January 16, 2007

"The Cherry Orchard" Reviews

The raves and reviews are flooding in, with a near record quantity of commentary on this show. I have found them to be incredibly interesting in that almost every reviewer is discovering something wildly different in this production. The one thing they seem to agree on is that this play is worth seeing.

Blogger and Arts critic Thomas Garvey on the Hub Review kind of summed it up for me.

"Comedy and tragedy are like two sides of the same ruble; which one you see depends on your perspective. Only the perspectives are so legion, and so shifting, in Chekhov’s last masterpiece, The Cherry Orchard – now in a richly appointed production at the Huntington Theatre - that even defining the great play’s tone has remained elusive. Its central event (the destruction of that famed orchard) is so poignant that the play’s original director, Stanislavski, directed its premiere as tragedy, straight up. This only appalled the dying Chekhov, however, who insisted his swan song was “a comedy – even in places a farce!”

The debate continues – although because of it, sometimes we can't see the Orchard for the trees."

The legion of perspectives (reviews) that I've read, and they are certainly shifting, take the debate way beyond the comedy versus tragedy issue.

So come see the show, and consider your own point of view.

I'd like to know what you thought. You can do that by commenting here (click the comments link below) or by sending us an email.

Then, if you like, read the reviews for yet another angle.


- _WHAT THE TASK REQUIRES_: Each entry is to be retyped exactly as it appears, and each image is to be dropped.

--

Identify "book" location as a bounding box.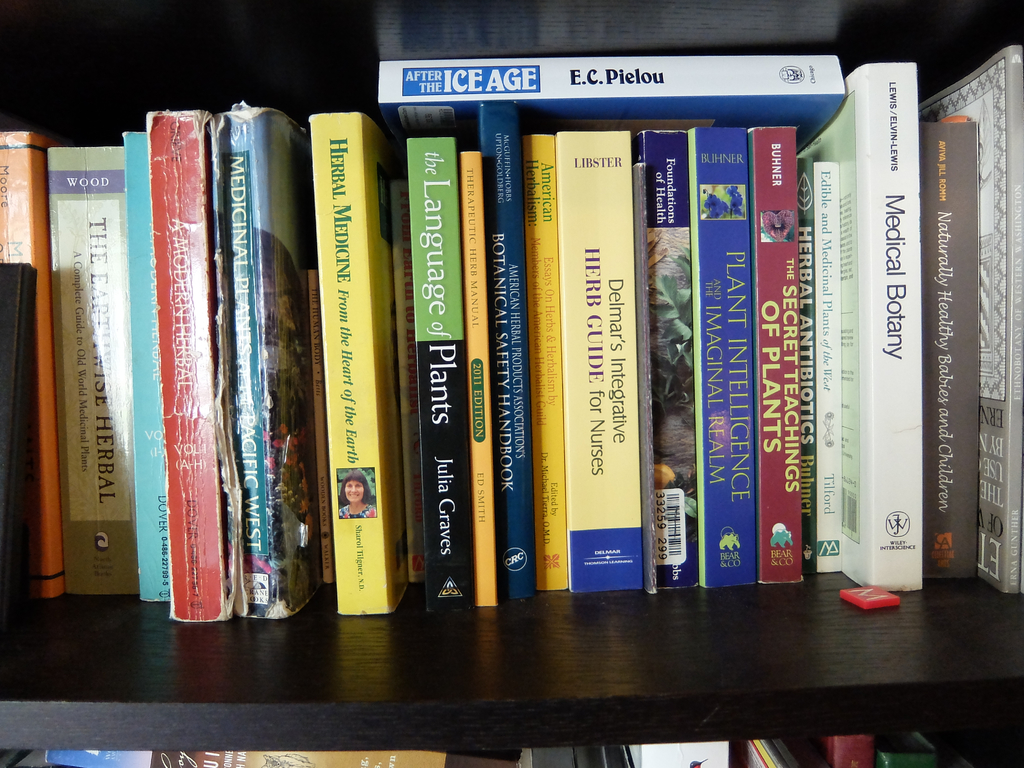
bbox(1, 115, 44, 604).
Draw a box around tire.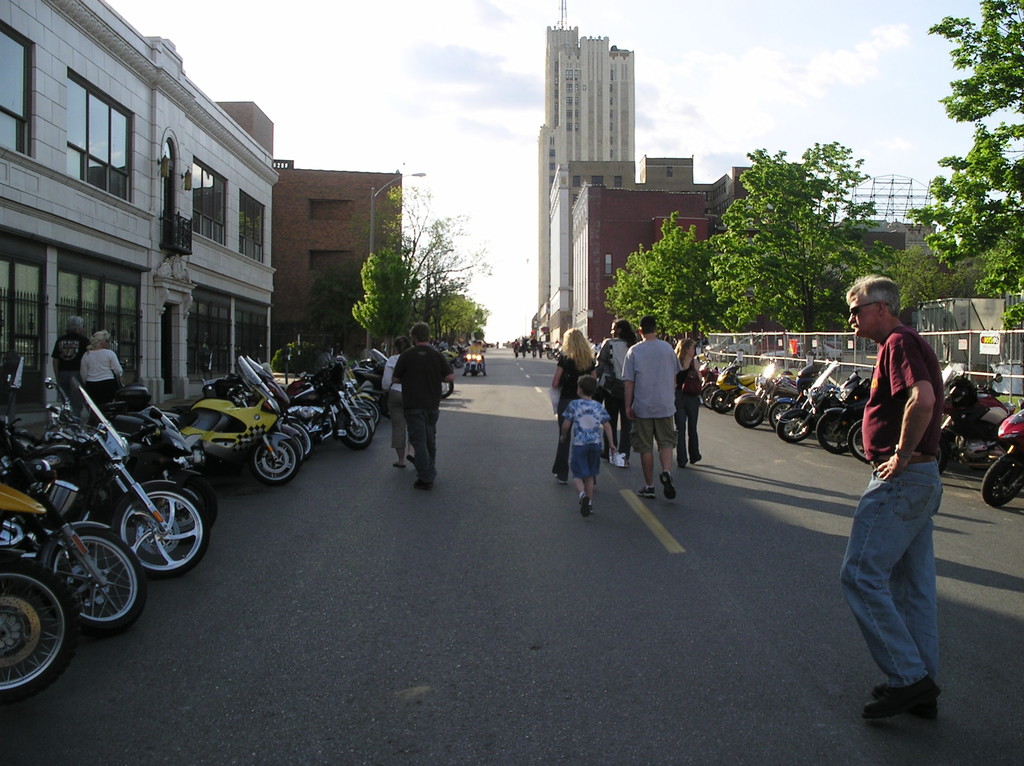
778/414/808/440.
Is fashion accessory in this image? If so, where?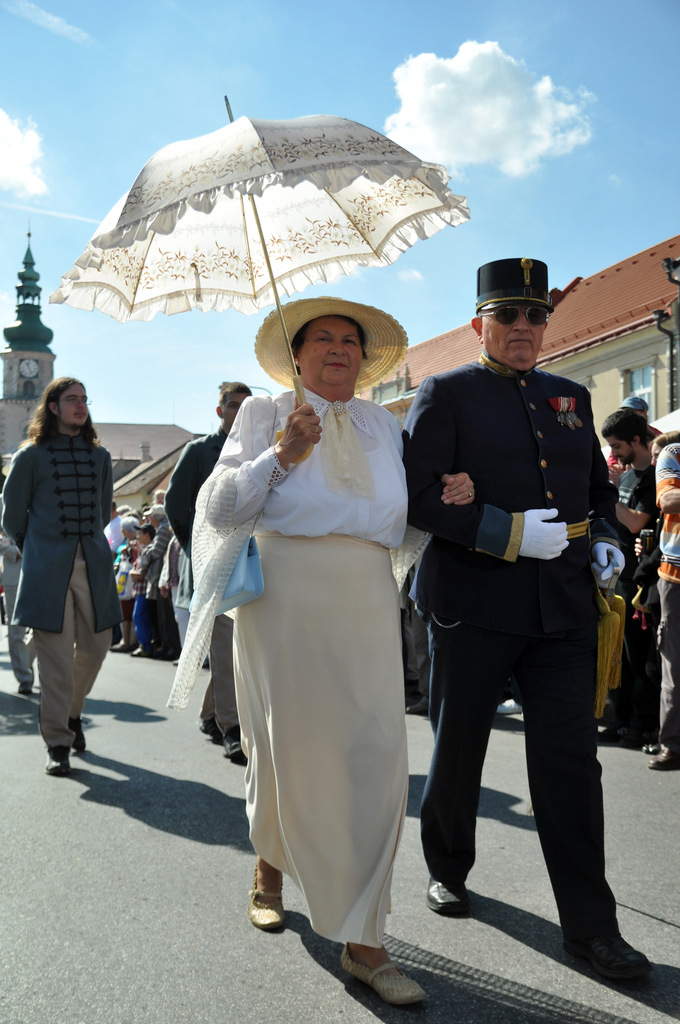
Yes, at pyautogui.locateOnScreen(332, 399, 344, 416).
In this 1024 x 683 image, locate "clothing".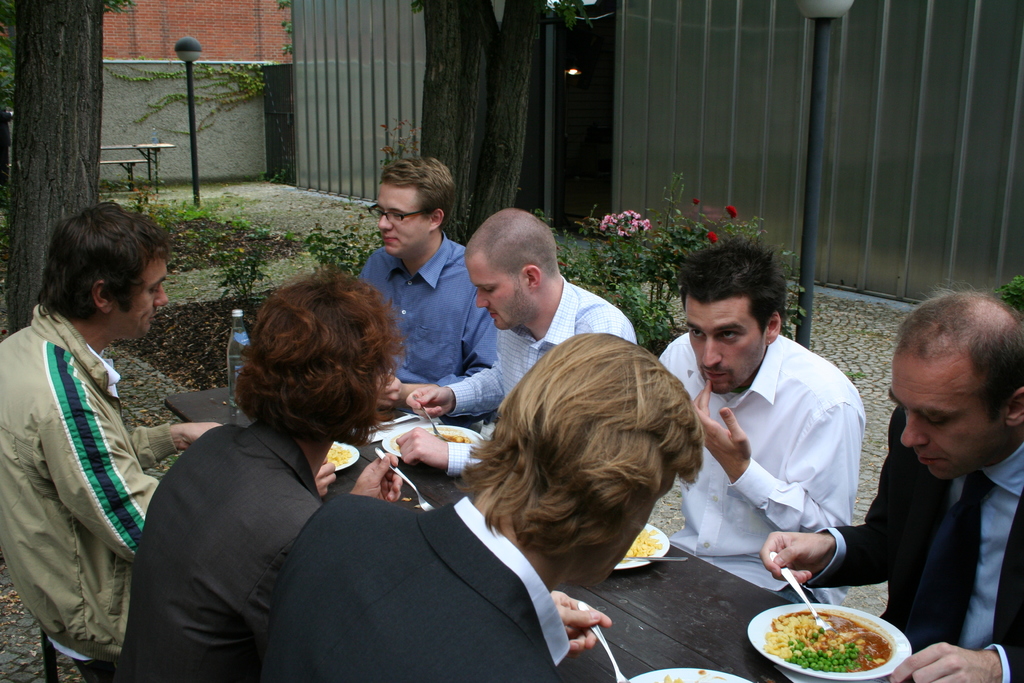
Bounding box: select_region(0, 291, 202, 671).
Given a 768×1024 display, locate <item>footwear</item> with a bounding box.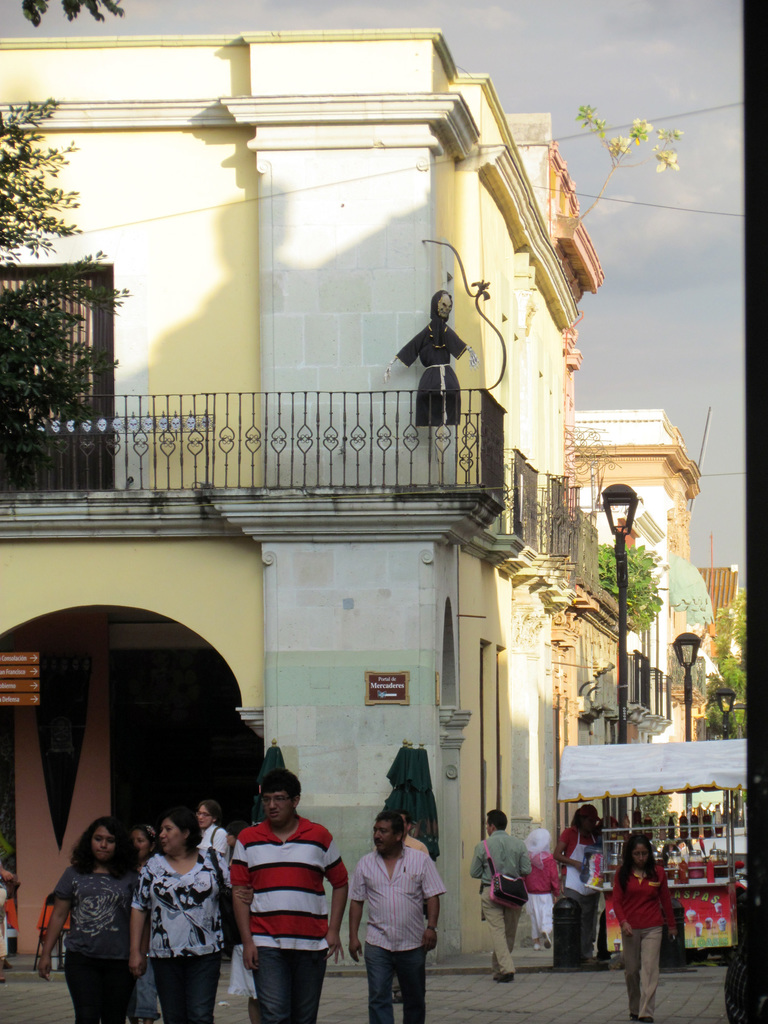
Located: (582,958,603,965).
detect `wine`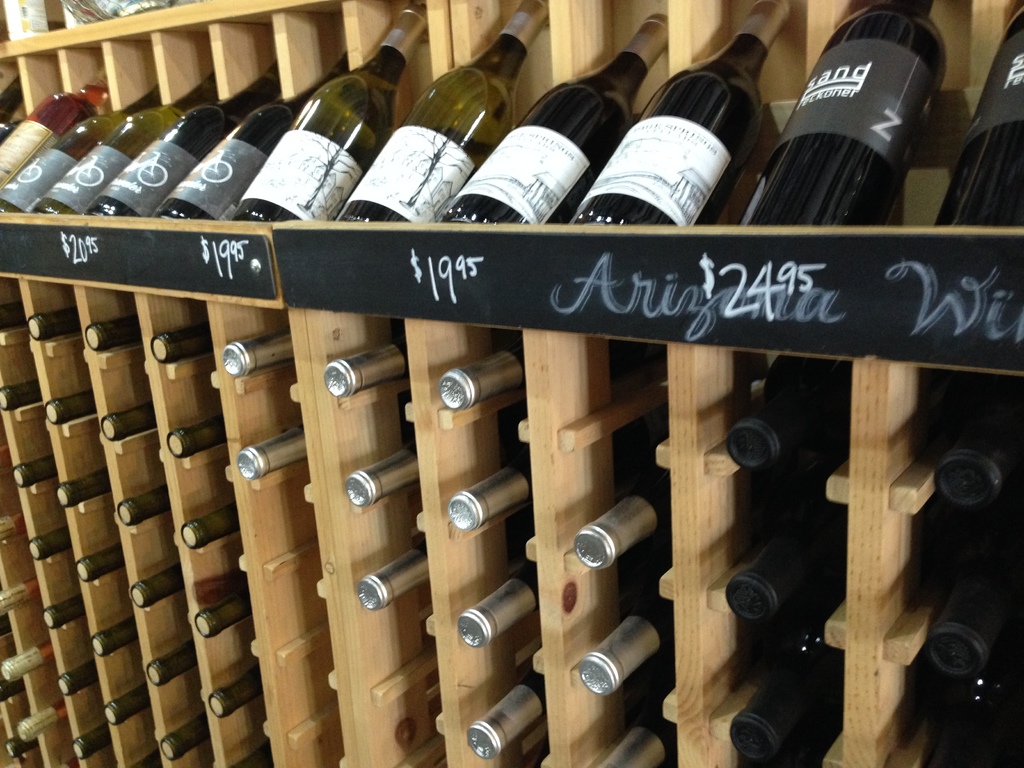
detection(0, 444, 13, 469)
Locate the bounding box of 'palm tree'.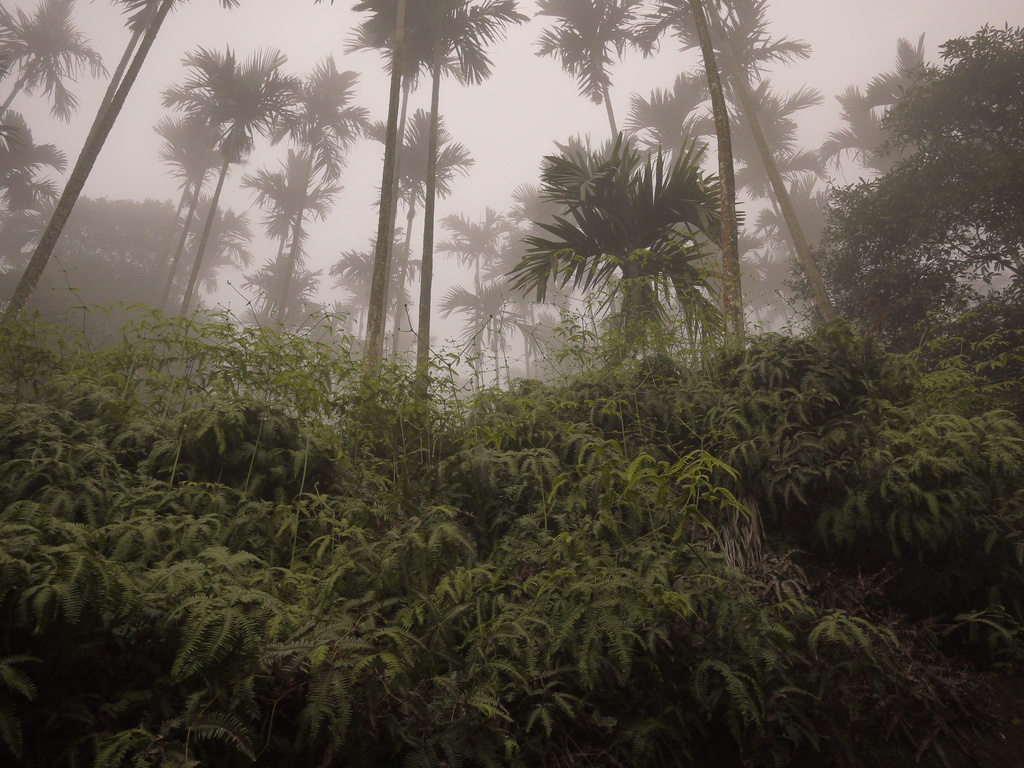
Bounding box: bbox(380, 113, 456, 465).
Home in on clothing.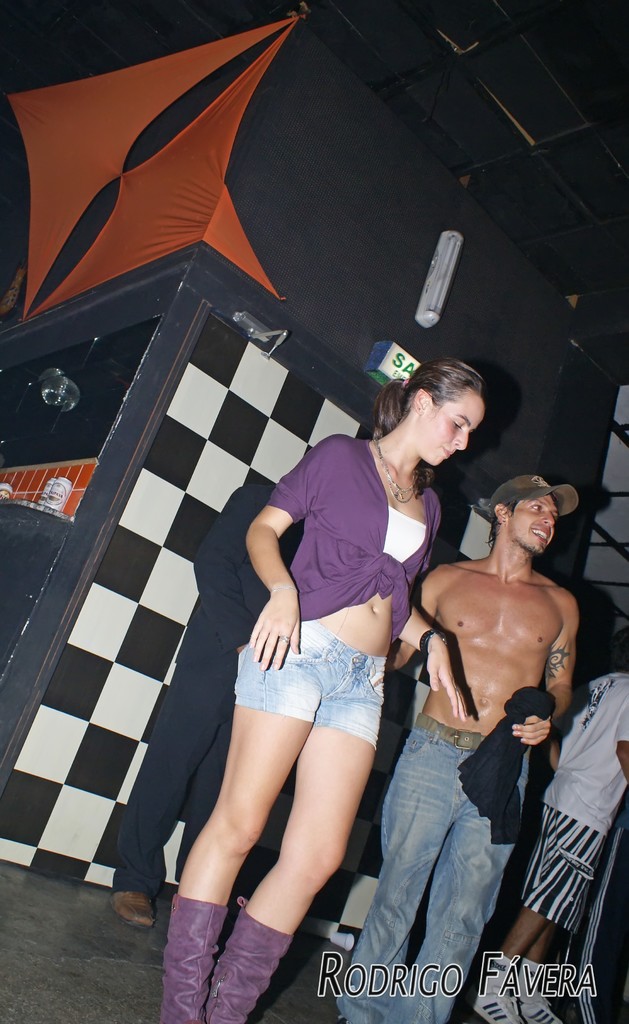
Homed in at {"x1": 518, "y1": 676, "x2": 628, "y2": 934}.
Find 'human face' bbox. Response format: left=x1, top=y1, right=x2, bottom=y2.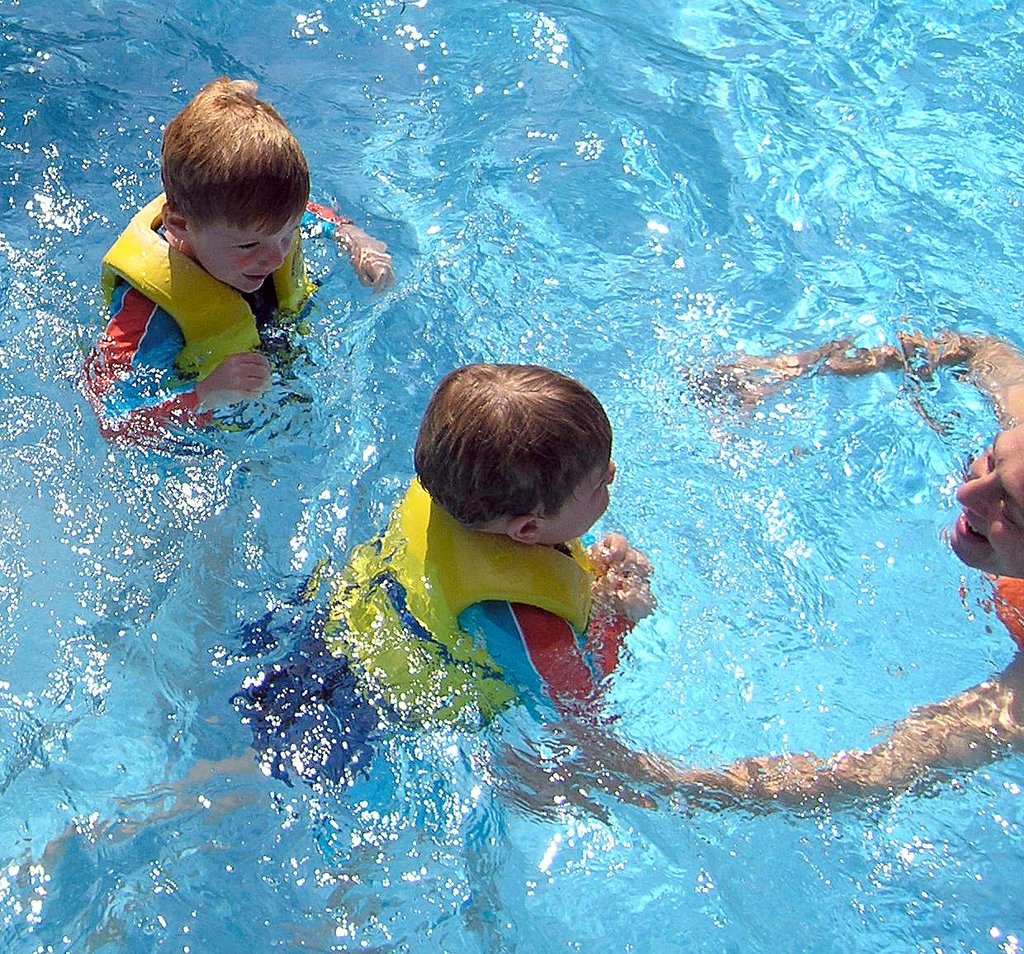
left=949, top=430, right=1023, bottom=580.
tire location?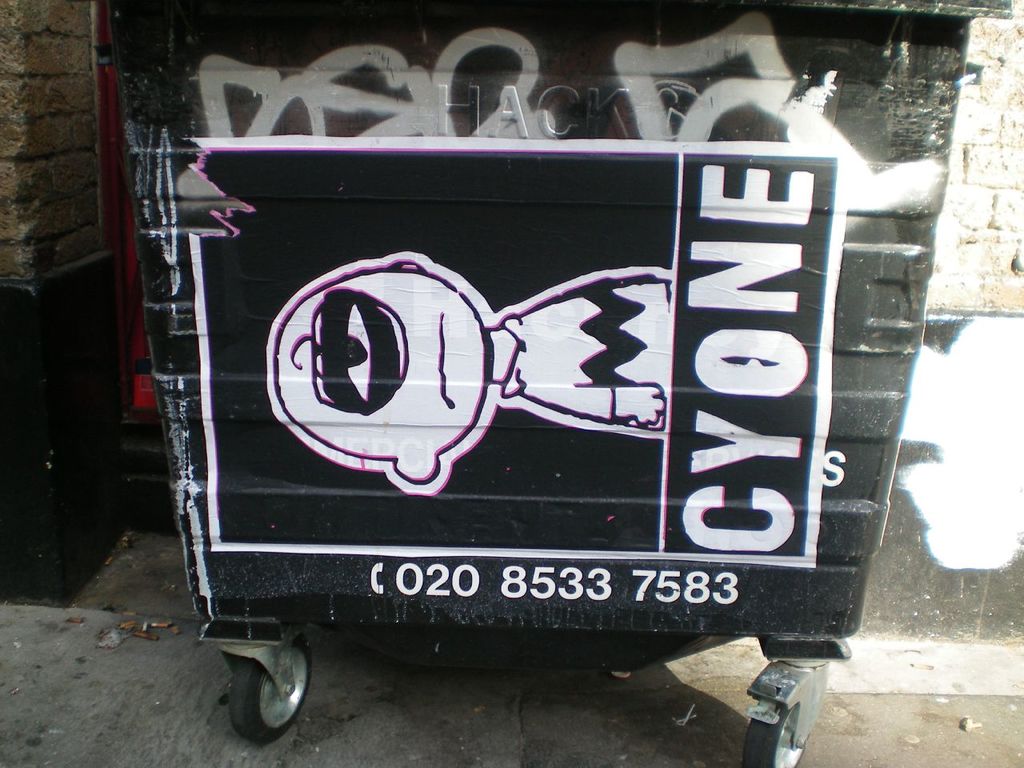
(224, 637, 318, 738)
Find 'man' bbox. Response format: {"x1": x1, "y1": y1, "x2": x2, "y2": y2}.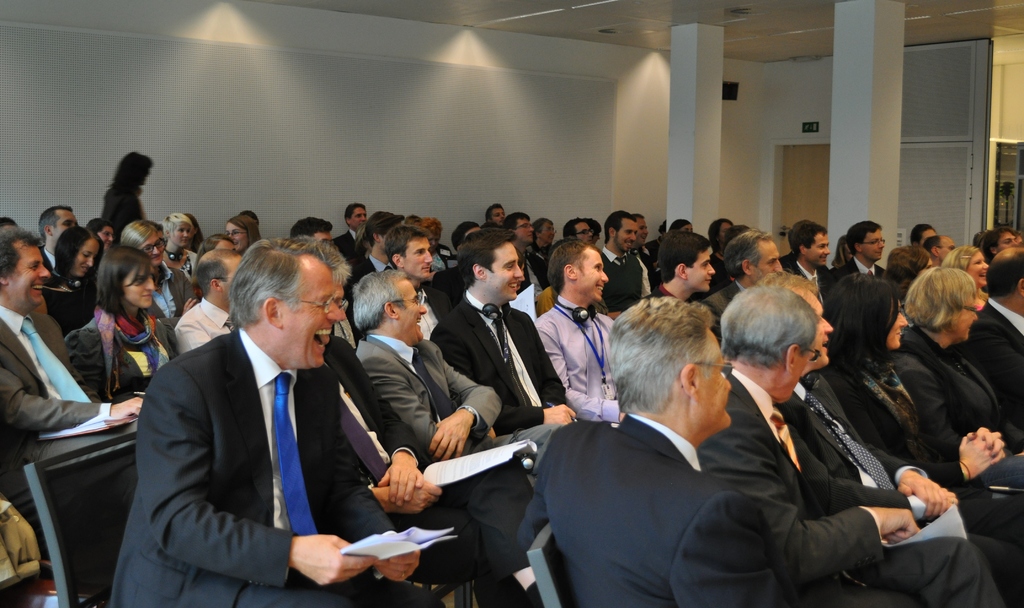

--

- _WRITTEN SOLUTION_:
Identify "book" location as a bounding box.
bbox(1, 115, 44, 604).
Draw a box around tire.
778/414/808/440.
Is fashion accessory in this image? If so, where?
Yes, at pyautogui.locateOnScreen(332, 399, 344, 416).
In this 1024 x 683 image, locate "clothing".
Bounding box: select_region(0, 291, 202, 671).
Given a 768×1024 display, locate <item>footwear</item> with a bounding box.
Located: (582,958,603,965).
detect `wine`
detection(0, 444, 13, 469)
Locate the bounding box of 'palm tree'.
Bounding box: bbox(380, 113, 456, 465).
Home in on clothing.
Homed in at {"x1": 518, "y1": 676, "x2": 628, "y2": 934}.
Find 'human face' bbox. Response format: left=x1, top=y1, right=x2, bottom=y2.
left=949, top=430, right=1023, bottom=580.
tire location?
(224, 637, 318, 738)
Find 'man' bbox. Response format: {"x1": x1, "y1": y1, "x2": x2, "y2": y2}.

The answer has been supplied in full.